The Pittsburgh fight over 1921 relief to Ireland The Ulster Society of Pittsburgh countered the American Committee for Relief in Ireland campaign. A year earlier, the Society president had welcomed a delegation of anti-Irish independence Protestant preachers to the city.
Irish Pittsburgh’s November to remember, 1920 Pittsburgh’s Irish community in November 1920 mourned the hunger-strike death of Terence MacSwiney, remembered the Manchester Martyrs of 1867, and followed other Irish news in Dublin and Washington, D.C.
Feakle ambush & reprisals: Multiple views of an event Pittsburgh innkeeper Patrick J. Guilfoil returned to his native County Clare in 1920 and got caught in the crossfire of the Irish War of Independence. He testified about his experiences before the American Commission on Conditions in Ireland during a December 1920 hearing in Washington, D.C.
When Irish Was Spoken in Pittsburgh Irish language scholar Douglas Hyde visited Pittsburgh in January 1906. At the time, a local Gaelic society held twice-weekly Irish classes, and Saturday night cultural and history lectures. (Pittsburgh Quarterly)
Éamon de Valera’s October 1919 Visit to Pittsburgh The event capped more than a year of large, passionate public meetings in the city focused on Irish independence. It wasn’t his last stop there.
December 1918: Pittsburgh rally for Irish freedom The city’s Irish community gathered at the Lyceum Theater for the second time in seven months, part of the nationwide “Self Determination for Ireland Week.”
Pennsylvania pledges to Irish freedom in 1918 U.S. election “Will you, if elected to the public office for which you are a candidate, openly and unequivocally support Ireland’s claim to Complete Independence?”
- Troublesome Men: The Irish Nationalist Feud in Western Pennsylvania, 1894-1896 The 1895 Chicago convention of the Irish National Alliance is well recorded, but the divisions among pro-independence Irishmen in Western Pennsylvania leading to it, and the ouster of the Pittsburgh delegation, is a lost story of this period. (Part 1)
- Irish Nationalism’s “Troublesome Men” , Part 2 of 2
An Irish-American’s most perilous summer, 1918 Kerryman John Ware immigrated to Pittsburgh in 1910. Eight years later, he was shipped to France.
Rare Irish atlas stolen from Pittsburgh’s Carnegie Library The crime was discovered in 2018, but the theft of hundreds of rare books and maps had been happening for years.
Shamrock Fund and the Irish War Exhibit of 1918 The “Countess of Kingston” visited Pittsburgh to debut a traveling exhibit of war items intended to raise money for the Shamrock Fund, a charity for wounded Irish soldiers.

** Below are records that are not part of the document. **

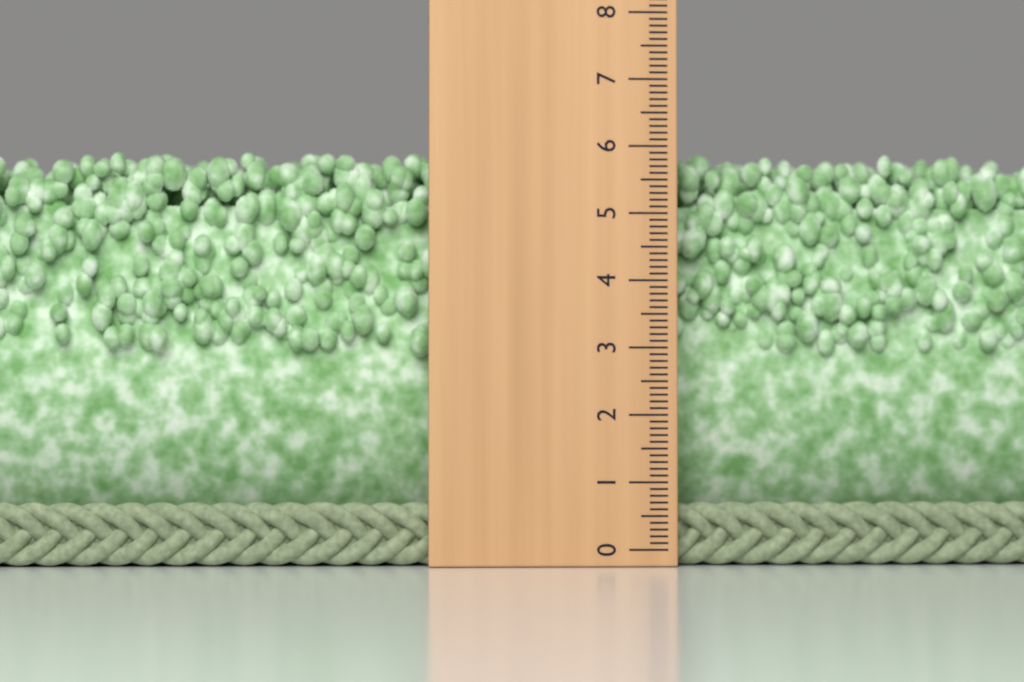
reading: 6.0 (no unit)
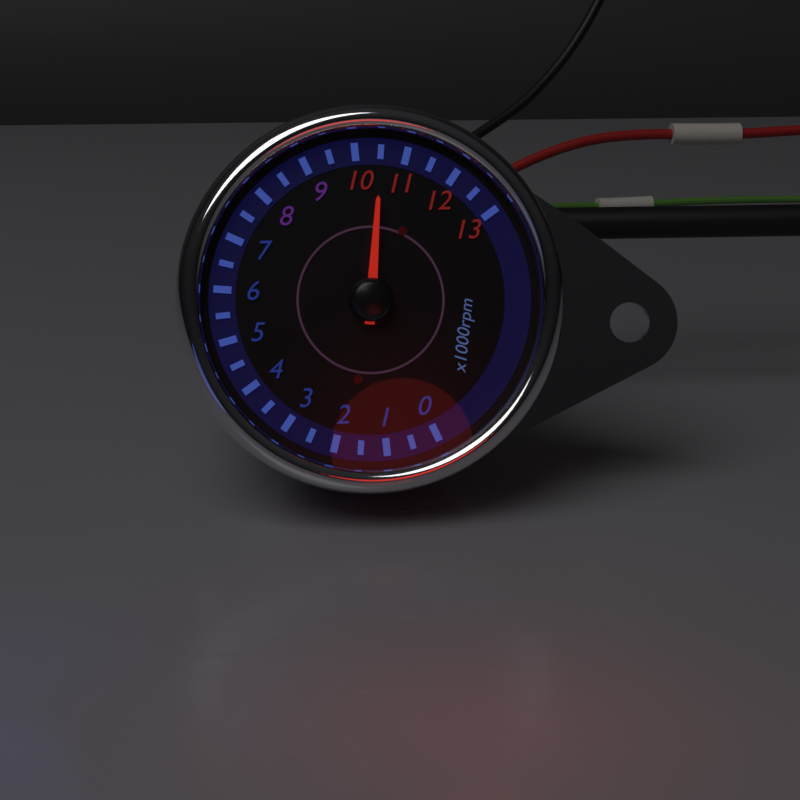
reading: 10500 rpm
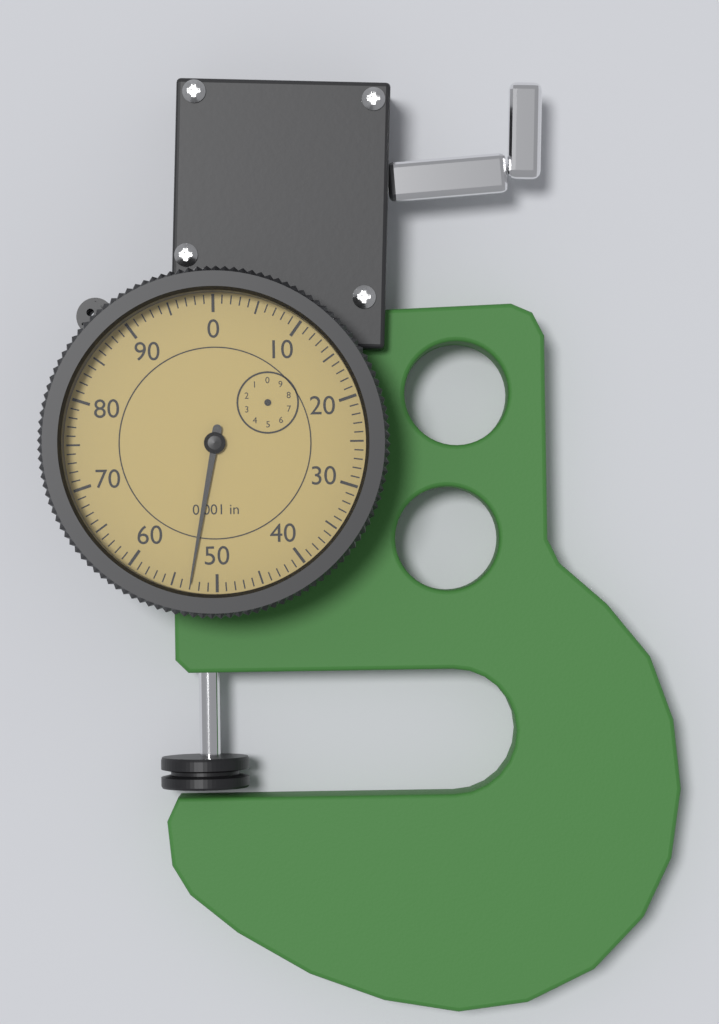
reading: 53 0.001 in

The Manchester martyrs: From last letters to lasting legends The last letters and other ephemera of William P. Allen, one of the three mid-19th century heroes of Irish nationalism, were transferred from Ireland to the University of Pittsburgh. (The Irish Story)
Irish Immigrants, Unbanned
“Do not imagine there is any exaggeration in the reports,” of a devastating famine in Ireland, a correspondent wrote in an 1847 letter to a priest in Bedford, Pa. The letter survives at the Catholic Diocese of Pittsburgh Archives and Records Center. (Pittsburgh Post-Gazette)
Detailing Irish prisoners in Western Pennsylvania Immigrants and first generation Irish-Americans incarcerated at the Allegheny County Workhouse and Inebriate Asylum, and Western Penitentiary in Pittsburgh.
How an 1879 prisoner report won good press for the Irish Penn Monthly magazine observed: “There is a very common notion that the Irish in America contribute more than their share to our criminal class. But this expectation is contradicted” by Pennsylvania prisoner enrollment records.
His Last Trip My 2013 blog serial about the 100th anniversary of my grandfather’s emigration from Kerry.
Pittsburgh Ancient Order of Hibernians records available for reviewA 2013 story, plus a 2014 update post.